Kids a few years younger than Yevgeni are smashing windscreens with wheel wrenches. The glass sounds like crashing waves and the panes fold in a way he wouldn’t have predicted, a tapestry of cracked glass that curls up like burnt paper. Near the steel roll-up door at the entrance to the nearest warehouse a young woman is pouring honey into her mouth, and it spills along her neck and slowly makes its way down her T-shirt, though not spilling exactly, he thinks, rolling, turning over upon itself.

Inside, people have paraffin lamps and candles and torches for guidance, and they crash their carts into one another’s and scream and yell.

Boxes stacked upon boxes, wide aisles of thick steel shelving. People crawling up them, ripping and tearing with glee, feeding on their contents, dropping them from a height to their partners on the floor down below. People throwing jars against the concrete floor just to watch them explode. Yevgeni stays near the walls, crouching out of sight, retreating into the darkness. At the end of a centre aisle, four boys stand and tear the tops off cardboard packets of washing powder and shake them out, and the white particles drift down in a foggy haze, settling in piles, sticking to the thin metal filaments of the shelving units so, at a glance, they seem like small, snow-laden trees in what looks like a minute winter garden, a place of quietude amid all the chaos.
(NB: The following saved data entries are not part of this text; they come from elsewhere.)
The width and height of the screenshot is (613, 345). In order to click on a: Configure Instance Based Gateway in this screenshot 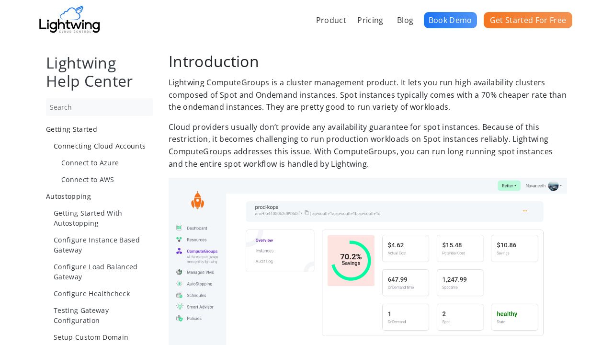, I will do `click(103, 245)`.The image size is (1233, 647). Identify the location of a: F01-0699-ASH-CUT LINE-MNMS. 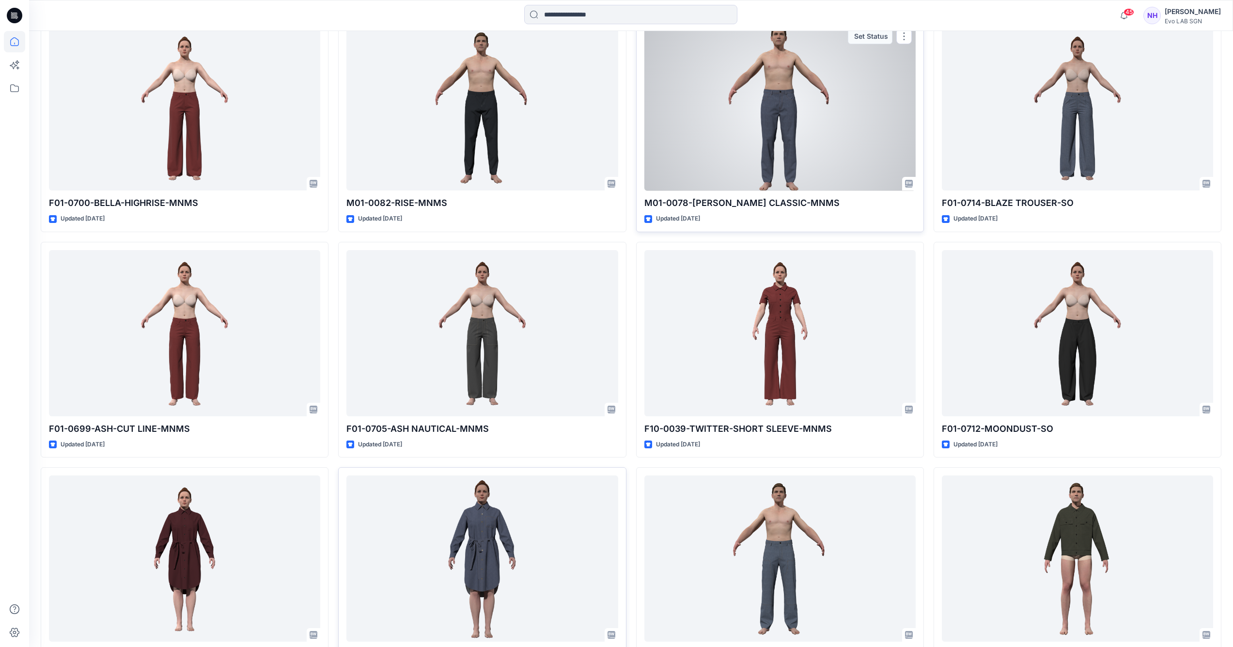
(185, 333).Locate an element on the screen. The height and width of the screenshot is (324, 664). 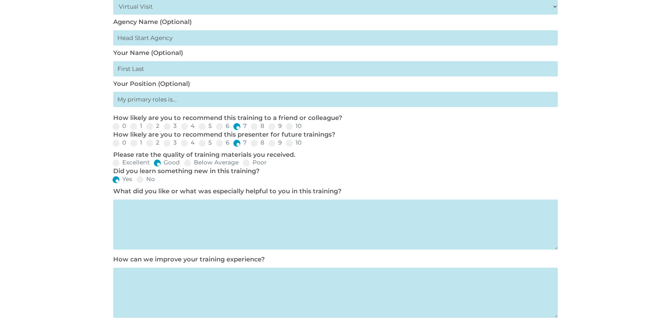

Yevgeni hunkers down in an empty space under the shelves and tucks his legs up, wrapping his arms around them, and watches the soap dust linger on its way down and smells the soft chemical smell, and thinks of his aunt and his mother standing on their balcony at home, wearing the borrowed dresses, their hair pinned up, staring at the fireworks, wondering where he could be, their hands knitted in worry, starch under his mother’s nails.

BUT HIS MOTHER stands alone, watching, wearing her housecoat, a scarf wrapped around her pinned-up hair, looking out for her boy, trying to make out his form in the moving shadows. Maria is inside, at the table, clasping Grigory’s hand, two steaming glasses of tea in front of them. They don’t speak. Now is not the time. Now is only the time to sit and be free from explanations. Grigory removes his hand from hers and clasps her shoulder, her upper arm, her wrist, examining each part of her by touch, turning them over in his skilled hands, naming her bones once more, claiming them, whispering, “Manubrium. Ulna. Radius. Scapula.”

Alina turns towards the door and watches. She can’t go inside to break their reunion. She can’t go to bed alone, imagining her boy out there. She can only stand here, on this balcony, waiting dutifully.

Chapter 27

Sunlight has persuaded the city to return to itself once more. Yevgeni steps into the morning. It’s time to go home. He passes a construction site and stops and walks in, wary of guard dogs, and opens the cab of a digger and finds what he had hoped, a workman’s jacket, heavy and black with a luminous strip around the waist. He takes it, resolving to bring it back in a couple of days. Someone will arrive at work and have to make do with a thin coat, and there are many things in life that aren’t fair but this is one he can do something about.